ASCII was less than or greater than the first character encoding. At an age when the byte was very expensive and 1 MHz was extremely fast, only the characters that appeared on those ancient US Extended ASCII typewriters, which contain space for 255 characters. Most of the remaining room is used by special characters, such as diacritics and line drawing characters. But since everyone used the remaining room in their own way (IBM, Commodore, universities, organizations, etc.), it was not interchangeable . Characters that were originally encoded using X encoding will display as Mojibake when they are decoded using a different Y encoding. Later, ISO came up with a standard character encoding definition for 8-bit ASCII extensions, resulting in the well-known ISO 8859 character encoding standards based on ASCII, such as ISO 8859-1, so that everything is better interchangeably.

Unicode

8 bits may be enough for languages ​​that use the Latin alphabet, but this, of course, is not enough for the rest of the non-Latin languages ​​in the world, such as Chinese, Japanese, Hebrew, Cyrillic, Sanskrit, Arabic, etc., if only to include them in 8 bits. They developed their own character encodings other than ISO , which were irrelevant , such as Guobiao, BIG5, JIS, KOI, MIK, TSCII, etc. Finally, a new character encoding standard was established based on the ISO 8859-1 standard to cover any characters used in the world so that it is interchangeable everywhere : Unicode . It contains more than a million characters, of which about 10% is currently filled. UTF-8 character encoding is based on Unicode.

Unicode Plans

Unicode characters are classified in seventeen planes , each of which provides 65,536 characters (16 bits).

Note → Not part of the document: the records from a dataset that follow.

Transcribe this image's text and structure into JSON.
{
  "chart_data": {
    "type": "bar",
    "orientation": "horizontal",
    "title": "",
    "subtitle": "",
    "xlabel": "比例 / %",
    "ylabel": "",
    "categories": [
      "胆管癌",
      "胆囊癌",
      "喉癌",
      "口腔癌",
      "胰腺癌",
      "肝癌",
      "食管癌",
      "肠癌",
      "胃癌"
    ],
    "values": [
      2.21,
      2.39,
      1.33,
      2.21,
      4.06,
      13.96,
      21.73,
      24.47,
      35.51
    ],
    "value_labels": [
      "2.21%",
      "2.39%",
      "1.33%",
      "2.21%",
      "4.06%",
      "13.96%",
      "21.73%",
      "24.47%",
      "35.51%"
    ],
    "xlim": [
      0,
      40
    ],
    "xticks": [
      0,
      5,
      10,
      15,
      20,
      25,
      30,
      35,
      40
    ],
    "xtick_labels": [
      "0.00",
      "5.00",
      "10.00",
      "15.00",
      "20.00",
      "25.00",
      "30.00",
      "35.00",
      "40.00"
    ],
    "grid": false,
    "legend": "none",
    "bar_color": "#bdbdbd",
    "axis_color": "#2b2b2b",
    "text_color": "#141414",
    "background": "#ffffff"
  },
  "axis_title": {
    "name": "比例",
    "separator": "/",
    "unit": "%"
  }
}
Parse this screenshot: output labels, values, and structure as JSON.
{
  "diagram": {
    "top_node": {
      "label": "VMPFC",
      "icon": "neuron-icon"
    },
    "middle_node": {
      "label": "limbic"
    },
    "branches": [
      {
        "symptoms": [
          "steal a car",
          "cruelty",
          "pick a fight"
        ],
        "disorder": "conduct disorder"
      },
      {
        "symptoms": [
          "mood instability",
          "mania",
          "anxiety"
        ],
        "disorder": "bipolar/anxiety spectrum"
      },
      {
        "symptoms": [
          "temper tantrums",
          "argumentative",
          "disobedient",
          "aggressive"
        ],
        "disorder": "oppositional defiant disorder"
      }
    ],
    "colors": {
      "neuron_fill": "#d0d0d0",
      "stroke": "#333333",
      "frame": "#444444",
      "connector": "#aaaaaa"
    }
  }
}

  • Plane 0: Basic Multilingual Plane (BMP) , contains the characters of all modern languages ​​known in the world.
  • Plane 1: Suplementary Multilingual Plane (SMP) , contains historical languages ​​/ scripts, as well as multilingual musical and mathematical symbols.
  • Plane 2: Elementary Ideographic Plane (SIP) , it contains the "special" CJK (Chinese / Japanese / Korean) characters, of which there are quite a few, but very rarely used in modern writing. "Normal" CJK characters are already present in BMP.
  • Aircraft 3-13: not used.
  • Aircraft 14: Optional Special Aircraft (SSP) because it only contains some tags and glyph variation selectors. Tag marks are currently out of date and may be removed in the future. Glyph variation selectors should be used as the kind of metadata that you add to existing characters, which in turn can encourage the reader to give the character a small different glyph.
  • Aircraft 15-16: Private Aircraft (PUP) , this enables (large) organizations or user initiatives to include their own special characters or characters in the standard so that it is interchangeable throughout. For example Emoji (emoticons / emotions in Japanese style).

Usually you are only interested in BMP and UTF-8 encoding as the standard character encoding throughout the application.